Sunday, September 15, 2013

Where does your Faith come from?




Dover Beach
By:  Matthew Arnold

 Ah, love, let us be true
To one another! for the world, which seems
To lie before us like a land of dreams,
So various, so beautiful, so new,
Hath really neither joy, nor love, nor light,
Nor certitude, nor peace, nor help for pain;
And we are here as on a darkling plain
Swept with confused alarms of struggle and flight,
Where ignorant armies clash by night.


Talk about a sharp contrast between the picture of the tranquil beach and the Dover Beach of Matthew Arnold!  Yet, he paints the picture of where we stand today...
wanting the harmony of the beach, feeling the "confused alarms and flight/where ignorant armies clash by night"...and think nothing of gassing their own people.  
Little solace comes from Pulitzer Prize winner Barbara Tuchman where she points out in her book The March of Folly that we are a human race given to warring against our very selves---we have gassed our children through the ages.

It seems to me that all is quite hopeless if we take our faith from the world.  "There was an argument that went something like this.  If there is a watch, there must be a watchmaker.  If we have the world, there must be a Creator."   However, what are we to say if the watch is severely broken--that the watchmaker is broken?  

The other way to take our faith is from revelation--God's gift of sharing God through history to say that we don't argue from the world to God....but we have this faith because God has willed to share God with us.  CS Lewis in that anything but simple book, The Case for Christianity, points out that in a world of folly, given to war against itself, nevertheless...we have this belief in God because it is planted in us...God wills to give God to us.  

Another poet, Madeleine L'Engle wrote that: 
"That was no time for God to be born in a world in the grip of Rome, 
yet love still took the risk to be born."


*Exercise requirements*
The lines wanted are those in the data below that include "weeks".

● ● ● ● ● ● ●

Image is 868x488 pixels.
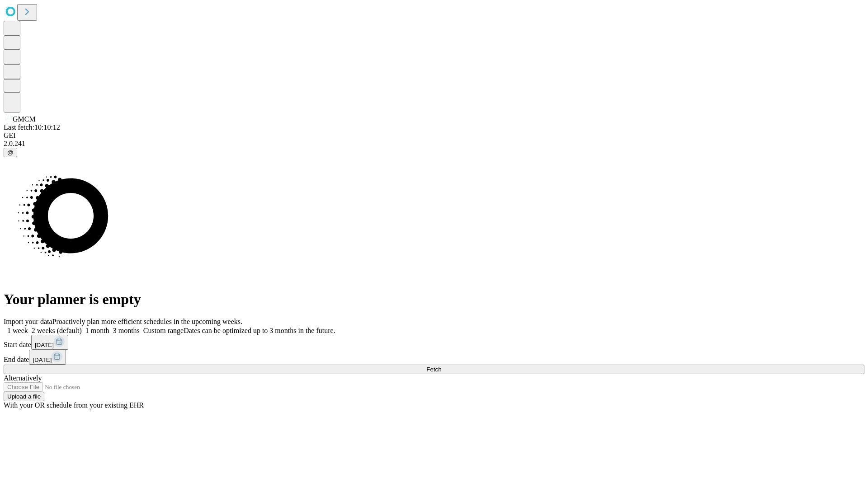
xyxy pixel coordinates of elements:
[144,327,183,334] span: Custom range
[4,148,17,158] button: @
[32,327,82,334] span: 2 weeks (default)
[4,402,144,409] span: With your OR schedule from your existing EHR
[32,357,51,363] span: [DATE]
[32,335,68,350] button: [DATE]
[4,123,60,131] span: Last fetch: 10:10:12
[4,350,864,365] div: End date
[53,318,243,325] span: Proactively plan more efficient schedules in the upcoming weeks.
[4,335,864,350] div: Start date
[4,374,42,382] span: Alternatively
[12,115,36,123] span: GMCM
[7,327,28,334] span: 1 week
[183,327,335,334] span: Dates can be optimized up to 3 months in the future.
[427,366,441,373] span: Fetch
[4,318,53,325] span: Import your data
[4,140,864,148] div: 2.0.241
[7,149,14,156] span: @
[34,341,54,349] span: [DATE]
[4,365,864,374] button: Fetch
[4,131,864,140] div: GEI
[4,291,864,308] h1: Your planner is empty
[113,327,140,334] span: 3 months
[29,350,66,365] button: [DATE]
[86,327,109,334] span: 1 month
[4,392,44,402] button: Upload a file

● ● ● ● ● ● ●

*Completed exercise*
[32,327,82,334] span: 2 weeks (default)
[53,318,243,325] span: Proactively plan more efficient schedules in the upcoming weeks.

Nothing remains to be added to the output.